Our Windows servers are registering IPv6 AAAA records with our Windows DNS servers. However, we don't have IPv6 routing enabled on our network, so this frequently causes stall behaviours.
Microsoft RDP is the worst offender. When connecting to a server that has a AAAA record in DNS, the remote desktop client will try IPv6 first, and won't fall back to IPv4 until the connection times out. Power users can work around this by connecting to the IP address directly. Resolving the IPv4 address with ping -4 hostname.foo always works instantly.
What can I do to avoid this delay?
Disable IPv6 on client?
Nope, Microsoft says IPv6 is a mandatory part of the Windows operating system.
Too many clients to ensure this is set everywhere consistently.
Will cause more problems later when we finally implement IPv6.
Disable IPv6 on the server?
Nope, Microsoft says IPv6 is a mandatory part of the Windows operating system.

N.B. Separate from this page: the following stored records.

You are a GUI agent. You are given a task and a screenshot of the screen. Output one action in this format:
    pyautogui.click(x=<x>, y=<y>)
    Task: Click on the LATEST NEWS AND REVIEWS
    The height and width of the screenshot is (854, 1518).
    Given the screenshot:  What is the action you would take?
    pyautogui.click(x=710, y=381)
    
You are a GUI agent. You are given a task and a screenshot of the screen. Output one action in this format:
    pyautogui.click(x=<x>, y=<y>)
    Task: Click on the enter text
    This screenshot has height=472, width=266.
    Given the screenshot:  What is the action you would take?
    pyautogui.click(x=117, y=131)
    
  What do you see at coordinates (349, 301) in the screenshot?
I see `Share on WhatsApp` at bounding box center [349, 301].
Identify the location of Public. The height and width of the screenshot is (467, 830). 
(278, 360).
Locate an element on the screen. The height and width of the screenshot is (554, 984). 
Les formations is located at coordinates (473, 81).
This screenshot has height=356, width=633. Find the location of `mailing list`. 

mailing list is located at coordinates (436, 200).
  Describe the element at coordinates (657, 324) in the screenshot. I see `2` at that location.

Requires an inconvenient registry hack to disable the entire IPv6 stack.
Ensuring this is correctly set on all servers is inconvenient.
Will cause more problems later when we finally implement IPv6.

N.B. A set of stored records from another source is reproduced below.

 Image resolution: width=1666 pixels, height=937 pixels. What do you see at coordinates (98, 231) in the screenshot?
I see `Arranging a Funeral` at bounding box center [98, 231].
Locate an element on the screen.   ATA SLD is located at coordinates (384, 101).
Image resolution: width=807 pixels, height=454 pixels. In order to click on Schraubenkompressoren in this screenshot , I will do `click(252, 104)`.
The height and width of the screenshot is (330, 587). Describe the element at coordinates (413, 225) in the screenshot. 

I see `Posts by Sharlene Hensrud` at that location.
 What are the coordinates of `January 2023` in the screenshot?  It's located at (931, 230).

Mask IPv6 records on the user-facnig DNS recursor?
Nope, we're using NLNet Unbound and it doesn't support that.
Prevent registration of IPv6 AAAA records on the Microsoft DNS server?
I don't think that's even possible.
At this point, I'm considering writing a script that purges all AAAA records from our DNS zones. Please, help me find a better way.
UPDATE: DNS resolution is not the problem. As @joeqwerty points out in his answer, the DNS records are returned instantly. Both A and AAAA records are immediately available. The problem is that some clients (mstsc.exe) will preferentially attempt a connection over IPv6, and take a while to fall back to IPv4.
This seems like a routing problem. The ping command produces a "General failure" error message because the destination address is unroutable.
C:\Windows\system32>ping myhost.mydomain
Pinging myhost.mydomain [2002:1234:1234::1234:1234] with 32 bytes of data:
General failure.
General failure.
General failure.
General failure.
Ping statistics for 2002:1234:1234::1234:1234:
Packets: Sent = 4, Received = 0, Lost = 4 (100% loss),
I can't get a packet capture of this behaviour. Running this (failing) ping command does not produce any packets in Microsoft Network Monitor. Similarly, attempting a connection with mstsc.exe to a host with an AAAA record produces no traffic until it does a fallback to IPv4.
UPDATE: Our hosts are all using publicly-routable IPv4 addresses. I think this problem might come down to a broken 6to4 configuration. 6to4 behaves differently on hosts with public IP addresses vs RFC1918 addresses.
UPDATE: There is definitely something fishy with 6to4 on my network. When I disable 6to4 on the Windows client, connections resolve instantly.
netsh int ipv6 6to4 set state disabled
But as @joeqwerty says, this only masks the problem. I'm still trying to find out why IPv6 communication on our network is completely non-working.